The lights switched off in Cassidy's bedroom, and her flashlight flicked on.
SORRY.
"She's sorry," I told Cooper, because he didn't understand Morse code.
He lifted his head as if to say But you already knew that, old sport.
Her flashlight flickered again.
FORGIVE ME.
This time, I didn't hesitate.
ALWAYS, I replied.” 


“So," I said as Cassidy and I headed toward Mr. Moreno's room, "I didn't see any secret messages last night."
"I didn't want to be predictable," Cassidy retorted. "But at least 
now I know you're paying attention.” 

“Oh come on,'Pheobe continued. 'You're asking for it. Pale skin, black clothes, no lunch and that whole brooding thing? It's hilarious. You should get body glitter and go after an unsuspecting freshman.'
'You should!' Cassidy agreed. 'Tell her you're a dangerous monster. And mention how good her blood smells.'
'Wrong time of the month on that one, and I'm getting slapped,' I muttered, and everyone laughed.” 


“You're funny.' Phoebe passed me the last chocolate cupcake. 'And I always thought your friends were laughing over their own farts.'
'Ninety percent of Eastwood's male population laughs over their own farts. Present company excluded, naturally.”


“How many beers do y'all think it takes before one internationally scientist turns to another and says, 'Dude, bet you twenty bucks I can levitate a frog with a magnet?' ' Sam drawled.” 


“But we had plenty of time for youthful indecision, both apart and together, for limping into the future past the unforgettable ash heaps of our histories.”

“She didn't add the elements that allowed me to proceed down a different path. She lent a spark, perhaps, or tendered the flame, but the arson was mine.” 


“No one went looking for adventure; they chased it away.”

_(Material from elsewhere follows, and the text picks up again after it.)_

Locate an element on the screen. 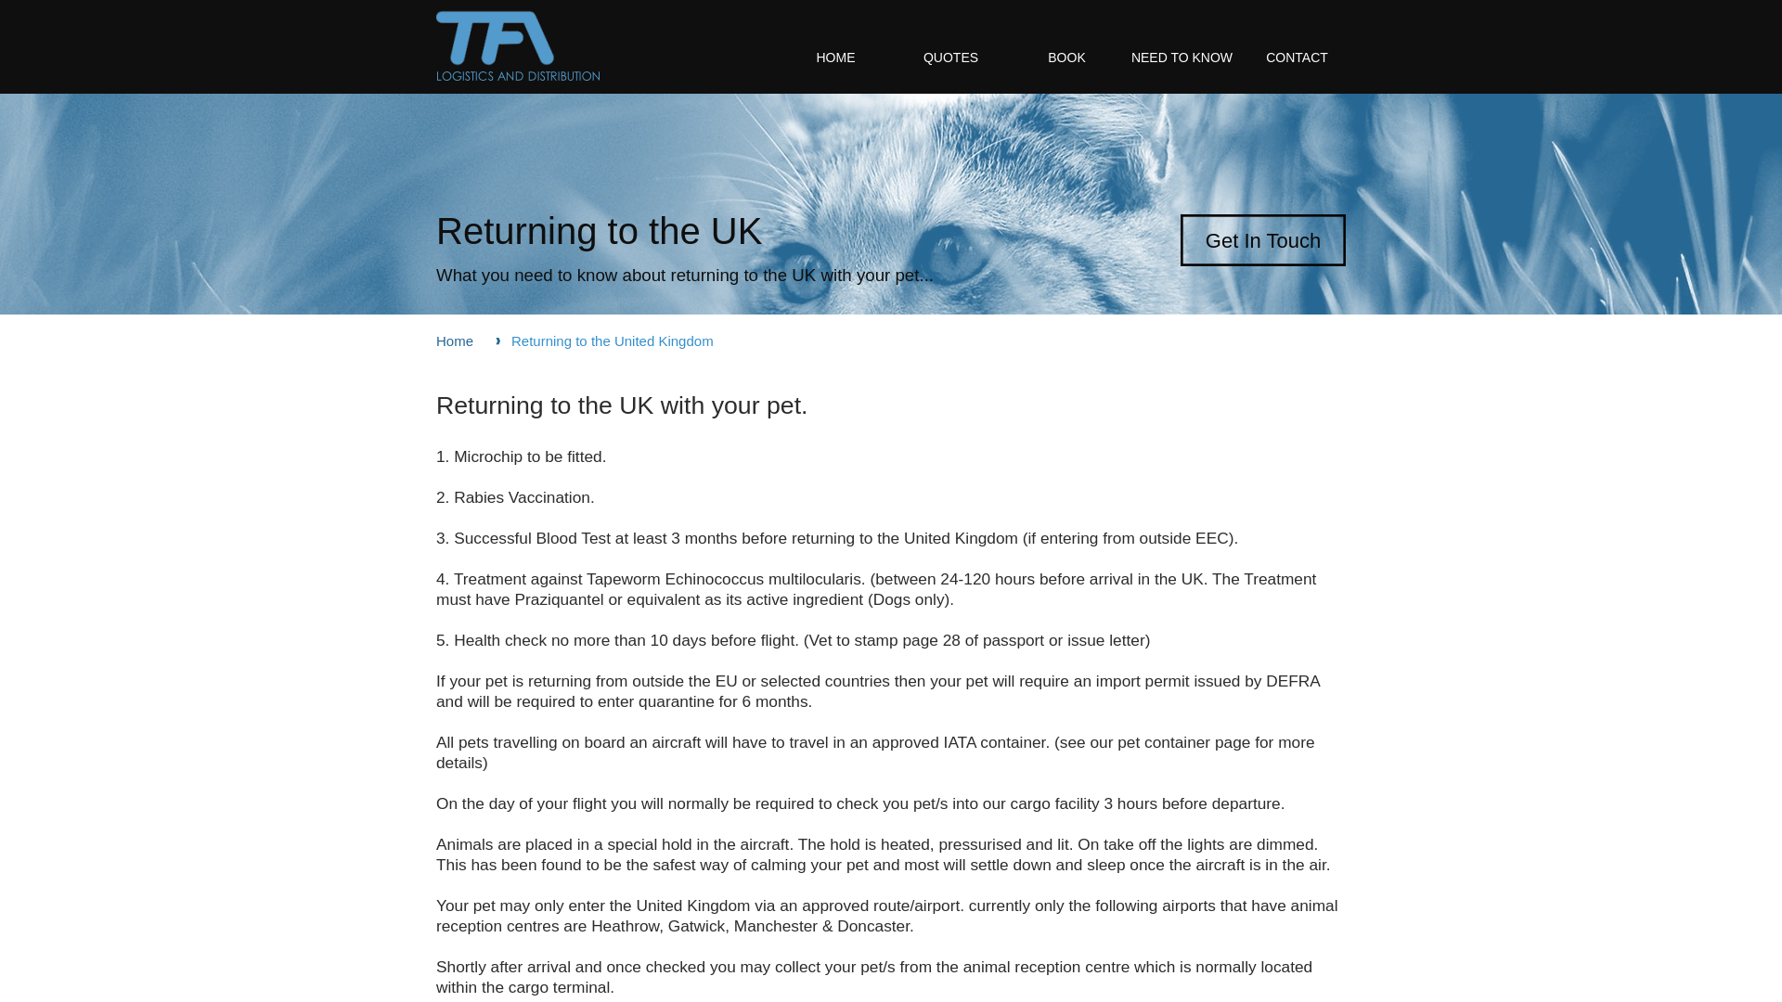 The width and height of the screenshot is (1782, 1002). NEED TO KNOW is located at coordinates (1181, 58).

“Eastwood was distorted for me, a picturesque place meant to lull its residents into believing that behind our gates and beyond our curfew, nothing bad could ever happen with any sort of permanence. It was a place so fatally flawed that it refused to acknowledge that any such imperfection was possible.” 

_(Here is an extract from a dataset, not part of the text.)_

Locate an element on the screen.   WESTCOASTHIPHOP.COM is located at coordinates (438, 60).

“I made a decision that year, to start mattering in a way that had nothing to do with sports teams or plastic crowns, and the reality is, I might have made that decision without her, or if I'd never fallen in love with a girl who considered love to be the biggest disaster of all.” 

“I do know that I spent a long time existing, and now, I intend to live.” 


“...history is filled with fictional people. We have all been fooled into believing in people who are entirely imaginary - made-up prisoners in a hypothetical panopticon. But the point isn't whether or not you believe in imaginary people; it's whether or not you want to.” 

“It was the answer to the wrong mystery--the mystery I didn't ever want to solve. And so we sat there in the sickening sillage of the truth, neither of us angry, or upset, just muddling through this shared sorrow, this collective pity. And as much as I wanted to sound my tragic wail over the rooftops, and let go of the day, and crawl back toward that safe harbor and give in to the dying of the light, and to do all of those unheroically injured things that people never write poems about, I didn't.”